Delayed Climate Plan “faces four key tests”

  • 23 Mar 2026
  • Politics, General News, Press Release

Stop Climate Chaos Scotland (SCCS), Scotland’s climate coalition, has today set out the four key tests the Scottish Government’s delayed Climate Change Plan must meet ahead of publication, expected this week, the last week of Parliamentary business before the election campaign.

SCCS has already raised serious concerns with Ministers and with Parliament over the shortcomings of the draft plan, published in November last year. That plan:

  1. ignored the increasingly precarious position agriculture in Scotland finds itself in, with no proper strategy to future-proof it;
  2. would see Scotland’s patchy and expensive public transport network essentially unchanged; 
  3. would not act to address home heating was fast enough or at scale; and
  4. relied on unproven technologies promoted by the oil and gas sector to allow business as usual, like carbon capture and storage.

Dr Mike Robinson, Chair of SCCS, said:

“Ending Scotland’s dependence on dwindling oil and gas was beyond urgent before the most recent horrific scenes coming out of the Middle East. Scottish households may not be in the direct firing line, but bills here at home will only get more expensive. Breaking the cycle of wars, spiralling costs and escalating climate breakdown is only possible if we switch entirely to clean, safe and renewable energy as soon as possible. 

“The draft climate plan was not fit for purpose when it came out, detailing a pathway for three quarters of the journey to net zero at best, but it still left a gaping hole for the rest. And developments since then make the need for change stronger than ever.

“The Scottish Government must act to ensure our homes can be heated affordably, that farming can thrive in the low carbon era, and that Scotland can shift to sustainable transport as soon as possible. Ministers face a multi-layered crisis not of their making, but any credible plan cannot rely on fantasy solutions for this transition.

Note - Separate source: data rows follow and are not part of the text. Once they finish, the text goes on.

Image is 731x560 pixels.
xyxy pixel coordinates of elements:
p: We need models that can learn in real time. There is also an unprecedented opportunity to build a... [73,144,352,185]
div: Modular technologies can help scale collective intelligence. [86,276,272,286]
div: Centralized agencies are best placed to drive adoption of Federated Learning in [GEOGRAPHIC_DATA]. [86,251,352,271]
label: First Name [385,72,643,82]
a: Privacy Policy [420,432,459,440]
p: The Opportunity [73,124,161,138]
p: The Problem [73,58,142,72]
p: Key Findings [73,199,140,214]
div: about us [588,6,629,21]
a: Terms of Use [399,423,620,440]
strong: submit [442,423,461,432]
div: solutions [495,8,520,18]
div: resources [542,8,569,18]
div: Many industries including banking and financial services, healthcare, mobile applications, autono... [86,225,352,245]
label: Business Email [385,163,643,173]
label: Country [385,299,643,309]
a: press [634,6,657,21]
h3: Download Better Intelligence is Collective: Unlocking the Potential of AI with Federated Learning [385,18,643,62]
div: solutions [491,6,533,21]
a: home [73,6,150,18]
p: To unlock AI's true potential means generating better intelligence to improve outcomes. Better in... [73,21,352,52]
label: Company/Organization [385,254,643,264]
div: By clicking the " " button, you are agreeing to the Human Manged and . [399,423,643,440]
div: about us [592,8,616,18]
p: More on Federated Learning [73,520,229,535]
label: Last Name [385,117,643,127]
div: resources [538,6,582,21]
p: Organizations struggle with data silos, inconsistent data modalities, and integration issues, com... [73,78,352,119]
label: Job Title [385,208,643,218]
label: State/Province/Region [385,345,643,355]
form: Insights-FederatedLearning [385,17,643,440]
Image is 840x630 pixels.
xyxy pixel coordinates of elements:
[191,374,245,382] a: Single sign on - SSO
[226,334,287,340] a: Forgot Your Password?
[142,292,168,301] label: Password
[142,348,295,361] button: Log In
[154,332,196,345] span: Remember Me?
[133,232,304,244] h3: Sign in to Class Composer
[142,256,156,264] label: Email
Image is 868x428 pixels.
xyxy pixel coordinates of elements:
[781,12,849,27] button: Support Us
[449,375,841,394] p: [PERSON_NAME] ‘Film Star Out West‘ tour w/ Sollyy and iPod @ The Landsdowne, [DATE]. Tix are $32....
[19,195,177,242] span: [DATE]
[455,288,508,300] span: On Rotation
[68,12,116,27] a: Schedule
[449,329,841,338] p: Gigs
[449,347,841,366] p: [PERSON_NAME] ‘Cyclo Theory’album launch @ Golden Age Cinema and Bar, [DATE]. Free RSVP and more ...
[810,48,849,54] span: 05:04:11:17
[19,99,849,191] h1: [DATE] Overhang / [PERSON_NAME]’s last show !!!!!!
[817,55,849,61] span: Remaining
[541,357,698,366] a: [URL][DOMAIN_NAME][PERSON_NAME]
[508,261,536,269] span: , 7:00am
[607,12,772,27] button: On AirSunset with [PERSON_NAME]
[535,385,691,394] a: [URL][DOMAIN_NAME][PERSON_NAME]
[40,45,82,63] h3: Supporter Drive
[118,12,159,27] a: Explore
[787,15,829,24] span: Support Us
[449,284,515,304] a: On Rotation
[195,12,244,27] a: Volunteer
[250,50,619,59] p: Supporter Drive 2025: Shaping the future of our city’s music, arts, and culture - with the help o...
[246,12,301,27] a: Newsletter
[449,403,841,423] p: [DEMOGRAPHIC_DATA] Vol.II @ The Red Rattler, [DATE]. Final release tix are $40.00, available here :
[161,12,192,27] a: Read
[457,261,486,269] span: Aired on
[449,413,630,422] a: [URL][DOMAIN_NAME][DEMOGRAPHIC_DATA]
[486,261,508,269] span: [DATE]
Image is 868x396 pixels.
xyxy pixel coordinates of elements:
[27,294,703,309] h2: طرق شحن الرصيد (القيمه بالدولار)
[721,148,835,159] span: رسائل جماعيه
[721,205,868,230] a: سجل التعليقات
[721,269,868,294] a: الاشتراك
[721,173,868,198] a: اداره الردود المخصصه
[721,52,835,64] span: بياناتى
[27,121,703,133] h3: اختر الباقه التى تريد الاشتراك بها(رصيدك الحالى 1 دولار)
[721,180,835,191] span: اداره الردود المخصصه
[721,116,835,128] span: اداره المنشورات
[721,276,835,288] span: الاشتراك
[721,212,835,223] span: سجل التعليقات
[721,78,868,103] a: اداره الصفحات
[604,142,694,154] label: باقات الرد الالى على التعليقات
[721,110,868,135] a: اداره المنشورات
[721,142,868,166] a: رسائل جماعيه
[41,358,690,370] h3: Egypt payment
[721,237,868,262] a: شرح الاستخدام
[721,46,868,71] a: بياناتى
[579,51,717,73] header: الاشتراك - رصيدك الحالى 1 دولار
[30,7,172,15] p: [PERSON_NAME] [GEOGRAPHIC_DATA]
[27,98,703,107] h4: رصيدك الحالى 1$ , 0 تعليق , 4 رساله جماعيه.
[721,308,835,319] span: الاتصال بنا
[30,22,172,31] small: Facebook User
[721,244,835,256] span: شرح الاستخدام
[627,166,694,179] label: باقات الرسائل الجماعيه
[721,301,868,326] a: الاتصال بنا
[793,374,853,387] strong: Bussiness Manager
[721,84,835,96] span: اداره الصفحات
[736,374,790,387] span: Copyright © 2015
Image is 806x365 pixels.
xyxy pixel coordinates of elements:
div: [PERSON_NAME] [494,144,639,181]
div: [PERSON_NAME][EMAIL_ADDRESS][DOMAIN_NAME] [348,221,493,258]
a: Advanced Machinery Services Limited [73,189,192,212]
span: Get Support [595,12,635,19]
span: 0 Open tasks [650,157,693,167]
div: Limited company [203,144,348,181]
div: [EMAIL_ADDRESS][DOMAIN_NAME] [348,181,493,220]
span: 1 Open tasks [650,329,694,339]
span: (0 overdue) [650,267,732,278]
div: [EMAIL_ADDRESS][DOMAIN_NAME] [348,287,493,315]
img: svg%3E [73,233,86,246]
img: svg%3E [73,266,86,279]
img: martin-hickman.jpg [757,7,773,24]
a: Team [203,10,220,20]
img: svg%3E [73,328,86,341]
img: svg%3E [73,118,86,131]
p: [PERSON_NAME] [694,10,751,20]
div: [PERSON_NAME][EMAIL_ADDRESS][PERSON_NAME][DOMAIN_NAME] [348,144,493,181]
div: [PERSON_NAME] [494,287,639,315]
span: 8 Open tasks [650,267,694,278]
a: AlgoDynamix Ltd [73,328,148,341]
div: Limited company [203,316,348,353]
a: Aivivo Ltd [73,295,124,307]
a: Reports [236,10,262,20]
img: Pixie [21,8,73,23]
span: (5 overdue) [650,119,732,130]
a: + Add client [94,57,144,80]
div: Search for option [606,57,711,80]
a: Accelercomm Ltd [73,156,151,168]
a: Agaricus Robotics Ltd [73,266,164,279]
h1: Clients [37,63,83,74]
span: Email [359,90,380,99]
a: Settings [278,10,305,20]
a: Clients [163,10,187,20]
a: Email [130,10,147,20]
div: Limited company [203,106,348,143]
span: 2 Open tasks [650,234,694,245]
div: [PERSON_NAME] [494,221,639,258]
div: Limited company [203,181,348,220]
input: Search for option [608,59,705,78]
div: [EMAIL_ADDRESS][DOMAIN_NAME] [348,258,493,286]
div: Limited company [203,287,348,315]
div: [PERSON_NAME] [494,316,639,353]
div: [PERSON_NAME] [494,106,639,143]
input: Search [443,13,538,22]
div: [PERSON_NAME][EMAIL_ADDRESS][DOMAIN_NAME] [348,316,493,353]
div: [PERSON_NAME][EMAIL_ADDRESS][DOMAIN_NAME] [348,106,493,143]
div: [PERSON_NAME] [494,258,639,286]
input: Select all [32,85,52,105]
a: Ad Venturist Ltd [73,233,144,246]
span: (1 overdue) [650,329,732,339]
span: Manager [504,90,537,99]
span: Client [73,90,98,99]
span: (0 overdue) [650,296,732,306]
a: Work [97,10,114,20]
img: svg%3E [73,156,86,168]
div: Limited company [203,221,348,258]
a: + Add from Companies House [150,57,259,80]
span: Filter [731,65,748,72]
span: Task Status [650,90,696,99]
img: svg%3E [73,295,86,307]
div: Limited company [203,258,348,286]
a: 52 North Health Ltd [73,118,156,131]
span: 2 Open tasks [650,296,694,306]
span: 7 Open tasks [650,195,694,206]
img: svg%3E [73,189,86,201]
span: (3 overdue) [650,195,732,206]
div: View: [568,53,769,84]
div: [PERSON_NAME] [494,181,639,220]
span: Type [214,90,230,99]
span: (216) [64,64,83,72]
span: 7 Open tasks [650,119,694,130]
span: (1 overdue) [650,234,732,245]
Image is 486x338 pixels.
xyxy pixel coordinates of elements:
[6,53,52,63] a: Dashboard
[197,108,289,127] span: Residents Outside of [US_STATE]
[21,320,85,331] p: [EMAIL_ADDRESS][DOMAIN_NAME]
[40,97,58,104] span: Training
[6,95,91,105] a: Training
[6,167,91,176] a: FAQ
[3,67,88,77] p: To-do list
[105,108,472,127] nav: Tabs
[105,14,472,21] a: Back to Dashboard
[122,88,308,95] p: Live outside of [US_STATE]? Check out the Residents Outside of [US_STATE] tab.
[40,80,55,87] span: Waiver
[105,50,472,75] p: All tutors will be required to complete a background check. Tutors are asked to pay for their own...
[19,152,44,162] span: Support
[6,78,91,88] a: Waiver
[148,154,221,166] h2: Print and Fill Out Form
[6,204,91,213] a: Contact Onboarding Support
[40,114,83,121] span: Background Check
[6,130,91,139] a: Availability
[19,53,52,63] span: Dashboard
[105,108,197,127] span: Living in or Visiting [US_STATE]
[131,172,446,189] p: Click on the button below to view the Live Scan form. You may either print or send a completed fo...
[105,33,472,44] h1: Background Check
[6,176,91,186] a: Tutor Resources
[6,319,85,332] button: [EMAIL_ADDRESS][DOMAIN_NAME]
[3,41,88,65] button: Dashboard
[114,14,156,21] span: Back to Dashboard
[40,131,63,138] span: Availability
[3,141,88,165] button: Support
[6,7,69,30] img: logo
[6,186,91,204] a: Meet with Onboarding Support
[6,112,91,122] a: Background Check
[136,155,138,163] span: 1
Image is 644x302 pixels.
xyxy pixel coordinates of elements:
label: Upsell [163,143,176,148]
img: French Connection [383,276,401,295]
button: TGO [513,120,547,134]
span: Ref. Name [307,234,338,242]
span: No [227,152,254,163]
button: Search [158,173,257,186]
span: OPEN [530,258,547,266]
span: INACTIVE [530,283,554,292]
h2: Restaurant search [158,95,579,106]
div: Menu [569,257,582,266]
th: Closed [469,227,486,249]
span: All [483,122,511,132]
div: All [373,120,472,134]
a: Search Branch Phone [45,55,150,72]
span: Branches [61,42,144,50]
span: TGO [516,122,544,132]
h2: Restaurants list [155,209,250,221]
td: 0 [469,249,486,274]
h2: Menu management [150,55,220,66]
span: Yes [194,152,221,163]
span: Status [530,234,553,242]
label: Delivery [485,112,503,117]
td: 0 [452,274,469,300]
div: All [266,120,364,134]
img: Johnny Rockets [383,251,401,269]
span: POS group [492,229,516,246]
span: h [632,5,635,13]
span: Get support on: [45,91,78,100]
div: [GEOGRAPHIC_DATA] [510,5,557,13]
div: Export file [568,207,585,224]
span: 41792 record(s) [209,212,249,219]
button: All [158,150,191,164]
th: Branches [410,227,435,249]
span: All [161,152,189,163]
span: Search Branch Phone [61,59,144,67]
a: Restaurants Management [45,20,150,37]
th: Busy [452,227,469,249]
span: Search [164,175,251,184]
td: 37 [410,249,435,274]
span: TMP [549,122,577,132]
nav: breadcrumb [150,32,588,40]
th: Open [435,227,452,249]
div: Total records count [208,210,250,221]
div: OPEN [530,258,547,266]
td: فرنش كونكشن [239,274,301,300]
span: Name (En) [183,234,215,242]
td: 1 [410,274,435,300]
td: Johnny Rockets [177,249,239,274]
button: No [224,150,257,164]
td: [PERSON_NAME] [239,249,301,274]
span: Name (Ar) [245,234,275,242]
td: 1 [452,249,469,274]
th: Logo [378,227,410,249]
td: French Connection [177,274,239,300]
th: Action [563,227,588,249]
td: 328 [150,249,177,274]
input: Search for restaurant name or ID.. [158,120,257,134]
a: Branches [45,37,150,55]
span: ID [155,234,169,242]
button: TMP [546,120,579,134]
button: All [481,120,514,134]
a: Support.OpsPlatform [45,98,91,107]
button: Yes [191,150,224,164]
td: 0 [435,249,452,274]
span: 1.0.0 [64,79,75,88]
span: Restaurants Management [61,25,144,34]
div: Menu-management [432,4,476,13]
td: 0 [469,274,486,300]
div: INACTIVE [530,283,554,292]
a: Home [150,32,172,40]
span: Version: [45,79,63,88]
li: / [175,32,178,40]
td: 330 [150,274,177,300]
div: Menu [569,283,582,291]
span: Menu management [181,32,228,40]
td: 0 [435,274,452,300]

“In the immediate term we need the government to turn these commitments into action, and really ramp up delivery, or they and we are going to run out of time to act.  And we need every sector of society to help and get behind Scotland’s climate plan, even with its shortcomings.

“We’ve seen very little progress over the last five years.  We can’t afford to lose another five.  Now we need commitment and above all else, some urgency.”

Friends of the Earth Scotland oil and gas campaigns manager Rosie Hampton said:

“Carbon capture has a long history of expensive failures, perfectly illustrated by the lead developer of the Acorn project withdrawing between the draft climate plan and its final publication. 

“It is frankly delusional for Ministers to think that carbon capture technology, which has no working plant, no planning application and now without its key backer can deliver the level of emissions cuts required in Scotland within a decade. 

“The Climate Plan should be laying out an energy future built on renewable energy that is clean and run in the interests of the public. Workers deserve good, secure jobs, that the fantasy of carbon capture has never and will never provide.”